The 24th International Theatre Festival Melpomene of Tauria: Voices of Kherson Region, was held in June. More than thirty theatres from different cities in Ukraine, Poland, Romania, Portugal and Georgia played performances in their theatrical venues in support of one of the most famous Ukrainian festivals and the Kherson region.
The war asks new issues related to decolonizing the Ukrainian theatrical space, which historically depended on Russia. It is a question of changing the repertoire, rediscovering and rethinking our national theatrical achievements and writing the decolonized history of Ukrainian theatre. And, of course, it is about the return of Ukrainian theatre to the European cultural space. It emerged from this space more than four centuries ago and is genetically and mentally connected.

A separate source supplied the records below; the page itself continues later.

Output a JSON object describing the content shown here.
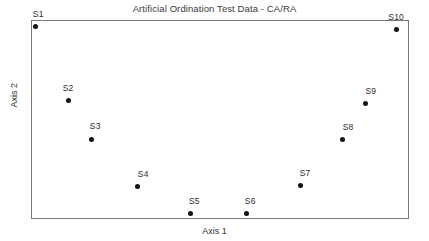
{
  "chart_data": {
    "type": "scatter",
    "title": "Artificial Ordination Test Data - CA/RA",
    "xlabel": "Axis 1",
    "ylabel": "Axis 2",
    "grid": false,
    "legend": false,
    "axis_ticks": false,
    "frame": true,
    "xlim": [
      0,
      1
    ],
    "ylim": [
      0,
      1
    ],
    "point_color": "#111111",
    "frame_color": "#7a7a7a",
    "series": [
      {
        "name": "sites",
        "points": [
          {
            "label": "S1",
            "x": 0.011,
            "y": 0.965,
            "label_dx": 0.008,
            "label_dy": 0.055
          },
          {
            "label": "S2",
            "x": 0.098,
            "y": 0.593,
            "label_dx": 0.0,
            "label_dy": 0.055
          },
          {
            "label": "S3",
            "x": 0.159,
            "y": 0.402,
            "label_dx": 0.011,
            "label_dy": 0.055
          },
          {
            "label": "S4",
            "x": 0.281,
            "y": 0.161,
            "label_dx": 0.016,
            "label_dy": 0.055
          },
          {
            "label": "S5",
            "x": 0.421,
            "y": 0.026,
            "label_dx": 0.011,
            "label_dy": 0.055
          },
          {
            "label": "S6",
            "x": 0.569,
            "y": 0.026,
            "label_dx": 0.011,
            "label_dy": 0.055
          },
          {
            "label": "S7",
            "x": 0.714,
            "y": 0.166,
            "label_dx": 0.011,
            "label_dy": 0.055
          },
          {
            "label": "S8",
            "x": 0.823,
            "y": 0.397,
            "label_dx": 0.016,
            "label_dy": 0.055
          },
          {
            "label": "S9",
            "x": 0.886,
            "y": 0.578,
            "label_dx": 0.013,
            "label_dy": 0.055
          },
          {
            "label": "S10",
            "x": 0.966,
            "y": 0.95,
            "label_dx": 0.0,
            "label_dy": 0.055
          }
        ]
      }
    ]
  }
}
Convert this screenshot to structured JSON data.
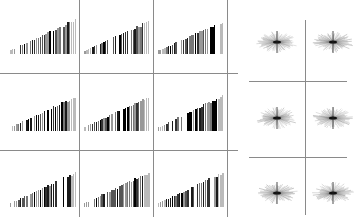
{
  "chart_data": [
    {
      "type": "bar",
      "title": "",
      "xlabel": "",
      "ylabel": "",
      "grid": true,
      "description": "3x3 grid of bar-code style ramp plots; bar heights increase linearly left to right, shades vary gray to black",
      "panels": [
        {
          "row": 0,
          "col": 0,
          "left": 10,
          "baseline": 54,
          "width": 67,
          "maxh": 36,
          "seed": 1
        },
        {
          "row": 0,
          "col": 1,
          "left": 84,
          "baseline": 54,
          "width": 66,
          "maxh": 34,
          "seed": 2
        },
        {
          "row": 0,
          "col": 2,
          "left": 158,
          "baseline": 54,
          "width": 66,
          "maxh": 34,
          "seed": 3
        },
        {
          "row": 1,
          "col": 0,
          "left": 10,
          "baseline": 131,
          "width": 67,
          "maxh": 36,
          "seed": 4
        },
        {
          "row": 1,
          "col": 1,
          "left": 84,
          "baseline": 131,
          "width": 66,
          "maxh": 36,
          "seed": 5
        },
        {
          "row": 1,
          "col": 2,
          "left": 158,
          "baseline": 131,
          "width": 66,
          "maxh": 37,
          "seed": 6
        },
        {
          "row": 2,
          "col": 0,
          "left": 10,
          "baseline": 207,
          "width": 67,
          "maxh": 36,
          "seed": 7
        },
        {
          "row": 2,
          "col": 1,
          "left": 84,
          "baseline": 207,
          "width": 66,
          "maxh": 36,
          "seed": 8
        },
        {
          "row": 2,
          "col": 2,
          "left": 158,
          "baseline": 207,
          "width": 66,
          "maxh": 36,
          "seed": 9
        }
      ],
      "bars_per_panel": 34,
      "shades": [
        "#1a1a1a",
        "#333333",
        "#555555",
        "#777777",
        "#999999",
        "#bbbbbb",
        "#000000"
      ]
    },
    {
      "type": "scatter",
      "title": "",
      "description": "3x2 grid of radial starburst patterns",
      "centers": [
        {
          "x": 277,
          "y": 42
        },
        {
          "x": 333,
          "y": 42
        },
        {
          "x": 277,
          "y": 118
        },
        {
          "x": 333,
          "y": 118
        },
        {
          "x": 277,
          "y": 193
        },
        {
          "x": 333,
          "y": 193
        }
      ],
      "radius_x": 21,
      "radius_y": 11,
      "rays": 60
    }
  ],
  "grid_lines": {
    "left_horizontal": [
      {
        "y": 73,
        "x1": 0,
        "x2": 238
      },
      {
        "y": 150,
        "x1": 0,
        "x2": 238
      }
    ],
    "left_vertical": [
      {
        "x": 79,
        "y1": 0,
        "y2": 217
      },
      {
        "x": 153,
        "y1": 0,
        "y2": 217
      },
      {
        "x": 227,
        "y1": 0,
        "y2": 217
      }
    ],
    "right_horizontal": [
      {
        "y": 81,
        "x1": 249,
        "x2": 347
      },
      {
        "y": 157,
        "x1": 249,
        "x2": 347
      }
    ],
    "right_vertical": [
      {
        "x": 305,
        "y1": 20,
        "y2": 215
      }
    ]
  }
}
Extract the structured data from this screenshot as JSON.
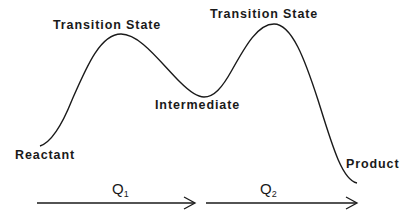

In conclusion, I will quote my colleague Yana Partola: a theatre critic and the Dean of the Theatre Faculty at the Kharkiv National Kotlyarevsky University of Arts. On March 3rd, hiding in the Kharkiv subway with her daughter and mother from continuous shelling, she wrote on Facebook:
We’ll never be the same again. This world will never be the same. Do we realize what these words really mean? Do we imagine what this uncertain world will be like, what place we will take in it, and what we will eventually be? And now we’re all refugees. It doesn’t matter if this bloody war has forced us to leave our homes, or sit in cold and dark cellars, or volunteer, or bravely defend our land. We are all torn out of our lives, and it is unknown whether we will return to former worries and entertainment. But now, there is also a place for love and devotion, care and sincerity, warmth, and devotion.
Ukrainian theatre demonstrates this love and devotion on the stage and beyond it.
*Maiia Harbuziuk is a theatre historian and critic. She is the Dean of the Faculty of Culture and Arts at the Ivan Franko National University of Lviv; editor-in-Chief of the theatre magazine Proscaenium published by the Ivan Franko National University; and the Chairwoman of the Theatre Studies Commission of the Shevchenko Scientific Society. Harbuziuk wrote and co-wrote numerous monographs and more than 240 articles on the history and theory of theatre.
Copyright © 2022 Maiia Harbuziuk
Critical Stages/Scènes critiques e-ISSN: 2409-7411
This work is licensed under the
Creative Commons Attribution International License CC BY-NC-ND 4.0.